President-elect Donald Trump said Monday that Robert F. Kennedy Jr., his pick to lead HHS, wouldn’t be “radical” in his health policies — a concern for many Senate Republicans who will decide his confirmation.
“I think he’s going to be much less radical than you would think,” Trump said during a news conference at Mar-a-Lago. “He’s going to have an open mind, or I wouldn’t have put him there.”
But in the same press conference, Trump suggested he was open to Kennedy’s more radical ideas, and dodged a question about whether he believes vaccines cause autism, a claim research has repeatedly debunked.
“We’re looking to find out,” he said, later suggesting pesticides, also a target of Kennedy, could be leading to rising autism diagnoses. “Something bad’s happening.”
Trump wouldn’t back long-standing vaccines for children going to school, either.
“I don’t like mandates,” he said.
But on the polio vaccine? “I’m a big believer in it,” Trump said. “You’re not going to lose the polio vaccine.”
Why it matters: Trump’s comments come as Kennedy is set to meet with Senate Republicans this week about his nomination. Some lawmakers have signaled concern about Kennedy’s views, especially his vaccine skepticism and misinformation.
Trump previously softened Kennedy’s position that the regulatory agencies need significant reforms, saying his nominee wouldn’t upset the current system and would work with the pharmaceutical industry.
As an example, Trump said Monday that in an earlier meeting with Kennedy, CMS nominee Mehmet Oz and pharmaceutical executives spent more time on drug costs than anything else.
On that front, the president-elect said he would target pharmaceutical “middlemen,” the shorthand policymakers have used recently in their push to further regulate pharmacy benefit managers. PBMs negotiate drug prices for insurers and employers.
“We’re going to knock out the middleman,” Trump said. “I don’t know who these middlemen are, but they are rich as hell.”
What’s next: Trump said policy changes wouldn’t happen quickly, saying he wanted to see data Kennedy brings to him on vaccines.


Work to be completed:
Print all of the data below exactly as it appears, leaving out every image.

Extracted records: Begin

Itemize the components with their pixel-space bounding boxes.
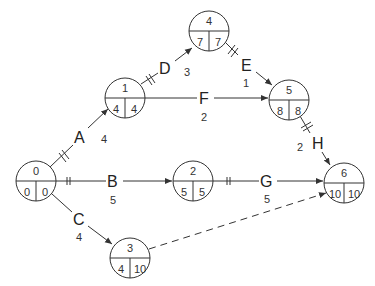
dummy-activity [149, 193, 326, 249]
network-diagram: A 4 B 5 C 4 D 3 E 1 F 2 [0, 0, 375, 286]
activity-label: F [199, 90, 209, 107]
node-es: 5 [181, 186, 187, 198]
node-2: 2 5 5 [173, 161, 213, 201]
activity-label: C [73, 211, 85, 228]
node-lf: 0 [42, 186, 48, 198]
duration-label: 2 [297, 141, 303, 153]
node-lf: 4 [131, 103, 137, 115]
node-number: 2 [190, 165, 196, 177]
node-1: 1 4 4 [105, 78, 145, 118]
node-6: 6 10 10 [324, 163, 364, 203]
node-number: 1 [122, 82, 128, 94]
activity-e: E 1 [225, 42, 272, 89]
node-0: 0 0 0 [16, 161, 56, 201]
node-es: 10 [329, 188, 341, 200]
activity-label: E [241, 57, 252, 74]
duration-label: 4 [101, 133, 107, 145]
node-es: 4 [118, 263, 124, 275]
node-number: 4 [206, 15, 212, 27]
node-3: 3 4 10 [110, 238, 150, 278]
duration-label: 5 [264, 193, 270, 205]
activity-label: H [312, 135, 324, 152]
duration-label: 1 [243, 77, 249, 89]
node-number: 0 [33, 165, 39, 177]
node-5: 5 8 8 [269, 80, 309, 120]
node-lf: 8 [295, 105, 301, 117]
activity-d: D 3 [141, 48, 192, 85]
node-es: 0 [24, 186, 30, 198]
node-lf: 5 [199, 186, 205, 198]
node-lf: 10 [134, 263, 146, 275]
duration-label: 3 [184, 66, 190, 78]
activity-label: D [159, 60, 171, 77]
node-es: 7 [197, 36, 203, 48]
node-es: 8 [277, 105, 283, 117]
node-number: 5 [286, 84, 292, 96]
activity-label: A [74, 129, 85, 146]
activity-label: B [107, 173, 118, 190]
node-4: 4 7 7 [189, 11, 229, 51]
activity-a: A 4 [50, 109, 108, 167]
duration-label: 2 [201, 111, 207, 123]
activity-c: C 4 [52, 194, 112, 244]
node-es: 4 [113, 103, 119, 115]
node-number: 3 [127, 242, 133, 254]
activity-g: G 5 [213, 173, 323, 205]
duration-label: 5 [110, 194, 116, 206]
node-lf: 10 [348, 188, 360, 200]
activity-h: H 2 [297, 116, 330, 165]
duration-label: 4 [76, 231, 82, 243]
node-lf: 7 [215, 36, 221, 48]
activity-label: G [260, 173, 272, 190]
node-number: 6 [341, 167, 347, 179]
activity-f: F 2 [145, 90, 268, 123]
activity-b: B 5 [56, 173, 172, 206]
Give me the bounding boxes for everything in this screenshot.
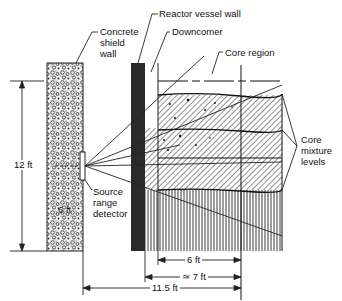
- label-line: shield: [100, 37, 139, 48]
- core-mixture-levels-label: Core mixture levels: [301, 134, 332, 167]
- source-range-detector-label: Source range detector: [93, 186, 127, 219]
- downcomer: [145, 63, 158, 251]
- detector-height-label: 6 ft: [56, 205, 73, 215]
- height-dimension-label: 12 ft: [12, 160, 35, 170]
- label-line: range: [93, 197, 127, 208]
- label-line: levels: [301, 156, 332, 167]
- label-line: detector: [93, 208, 127, 219]
- reactor-vessel-wall-label: Reactor vessel wall: [159, 8, 241, 19]
- label-line: Source: [93, 186, 127, 197]
- reactor-cross-section-diagram: Concrete shield wall Reactor vessel wall…: [0, 0, 342, 301]
- core-region: [158, 65, 282, 300]
- concrete-shield-wall-label: Concrete shield wall: [100, 26, 139, 59]
- core-radius-label: 6 ft: [185, 255, 202, 265]
- vessel-to-center-label: ≃ 7 ft: [180, 272, 208, 282]
- label-line: mixture: [301, 145, 332, 156]
- downcomer-label: Downcomer: [172, 26, 223, 37]
- reactor-vessel-wall: [131, 63, 145, 251]
- label-line: wall: [100, 48, 139, 59]
- diagram-canvas: [0, 0, 342, 301]
- concrete-shield-wall: [47, 63, 83, 251]
- label-line: Core: [301, 134, 332, 145]
- label-line: Concrete: [100, 26, 139, 37]
- core-region-label: Core region: [225, 47, 275, 58]
- detector-to-center-label: 11.5 ft: [150, 283, 180, 293]
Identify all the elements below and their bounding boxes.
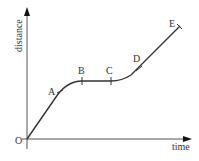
point-c-label: C [106,65,113,76]
point-b-label: B [78,65,85,76]
x-axis-label: time [172,141,190,152]
point-d-label: D [133,53,140,64]
y-axis-label: distance [13,19,24,52]
origin-label: O [15,135,22,146]
distance-curve [27,26,180,139]
point-e-label: E [169,18,175,29]
point-a-label: A [48,86,56,97]
distance-time-graph: O A B C D E time distance [0,0,199,161]
y-axis-arrow-icon [24,7,30,16]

Extracted records: End

Completed exercise:
Itemize the components with their pixel-space bounding boxes.
dummy-activity [149, 193, 326, 249]
network-diagram: A 4 B 5 C 4 D 3 E 1 F 2 [0, 0, 375, 286]
activity-label: F [199, 90, 209, 107]
node-es: 5 [181, 186, 187, 198]
node-2: 2 5 5 [173, 161, 213, 201]
activity-label: C [73, 211, 85, 228]
node-lf: 0 [42, 186, 48, 198]
duration-label: 2 [297, 141, 303, 153]
node-lf: 4 [131, 103, 137, 115]
node-number: 2 [190, 165, 196, 177]
node-1: 1 4 4 [105, 78, 145, 118]
node-6: 6 10 10 [324, 163, 364, 203]
node-number: 1 [122, 82, 128, 94]
activity-e: E 1 [225, 42, 272, 89]
node-0: 0 0 0 [16, 161, 56, 201]
node-es: 10 [329, 188, 341, 200]
activity-label: E [241, 57, 252, 74]
duration-label: 4 [101, 133, 107, 145]
node-es: 4 [118, 263, 124, 275]
node-number: 4 [206, 15, 212, 27]
node-3: 3 4 10 [110, 238, 150, 278]
duration-label: 5 [264, 193, 270, 205]
activity-label: H [312, 135, 324, 152]
duration-label: 1 [243, 77, 249, 89]
node-number: 0 [33, 165, 39, 177]
node-5: 5 8 8 [269, 80, 309, 120]
node-lf: 8 [295, 105, 301, 117]
activity-d: D 3 [141, 48, 192, 85]
node-es: 0 [24, 186, 30, 198]
node-lf: 5 [199, 186, 205, 198]
node-lf: 10 [134, 263, 146, 275]
duration-label: 3 [184, 66, 190, 78]
activity-label: D [159, 60, 171, 77]
node-es: 7 [197, 36, 203, 48]
node-es: 8 [277, 105, 283, 117]
node-number: 5 [286, 84, 292, 96]
activity-label: A [74, 129, 85, 146]
activity-label: B [107, 173, 118, 190]
node-4: 4 7 7 [189, 11, 229, 51]
activity-a: A 4 [50, 109, 108, 167]
duration-label: 2 [201, 111, 207, 123]
activity-c: C 4 [52, 194, 112, 244]
node-es: 4 [113, 103, 119, 115]
node-number: 3 [127, 242, 133, 254]
activity-g: G 5 [213, 173, 323, 205]
duration-label: 5 [110, 194, 116, 206]
node-lf: 10 [348, 188, 360, 200]
activity-h: H 2 [297, 116, 330, 165]
duration-label: 4 [76, 231, 82, 243]
node-lf: 7 [215, 36, 221, 48]
activity-label: G [260, 173, 272, 190]
node-number: 6 [341, 167, 347, 179]
activity-f: F 2 [145, 90, 268, 123]
activity-b: B 5 [56, 173, 172, 206]
Give me the bounding boxes for everything in this screenshot.
- label-line: shield: [100, 37, 139, 48]
- core-mixture-levels-label: Core mixture levels: [301, 134, 332, 167]
- source-range-detector-label: Source range detector: [93, 186, 127, 219]
- downcomer: [145, 63, 158, 251]
- detector-height-label: 6 ft: [56, 205, 73, 215]
- height-dimension-label: 12 ft: [12, 160, 35, 170]
- label-line: range: [93, 197, 127, 208]
- label-line: levels: [301, 156, 332, 167]
- label-line: detector: [93, 208, 127, 219]
- reactor-vessel-wall-label: Reactor vessel wall: [159, 8, 241, 19]
- label-line: Source: [93, 186, 127, 197]
- reactor-cross-section-diagram: Concrete shield wall Reactor vessel wall…: [0, 0, 342, 301]
- core-region: [158, 65, 282, 300]
- concrete-shield-wall-label: Concrete shield wall: [100, 26, 139, 59]
- core-radius-label: 6 ft: [185, 255, 202, 265]
- vessel-to-center-label: ≃ 7 ft: [180, 272, 208, 282]
- label-line: mixture: [301, 145, 332, 156]
- downcomer-label: Downcomer: [172, 26, 223, 37]
- reactor-vessel-wall: [131, 63, 145, 251]
- label-line: wall: [100, 48, 139, 59]
- diagram-canvas: [0, 0, 342, 301]
- concrete-shield-wall: [47, 63, 83, 251]
- label-line: Core: [301, 134, 332, 145]
- label-line: Concrete: [100, 26, 139, 37]
- core-region-label: Core region: [225, 47, 275, 58]
- detector-to-center-label: 11.5 ft: [150, 283, 180, 293]
Identify all the elements below and their bounding boxes.
point-c-label: C [106,65,113,76]
point-b-label: B [78,65,85,76]
x-axis-label: time [172,141,190,152]
point-d-label: D [133,53,140,64]
y-axis-label: distance [13,19,24,52]
origin-label: O [15,135,22,146]
distance-curve [27,26,180,139]
point-e-label: E [169,18,175,29]
point-a-label: A [48,86,56,97]
distance-time-graph: O A B C D E time distance [0,0,199,161]
y-axis-arrow-icon [24,7,30,16]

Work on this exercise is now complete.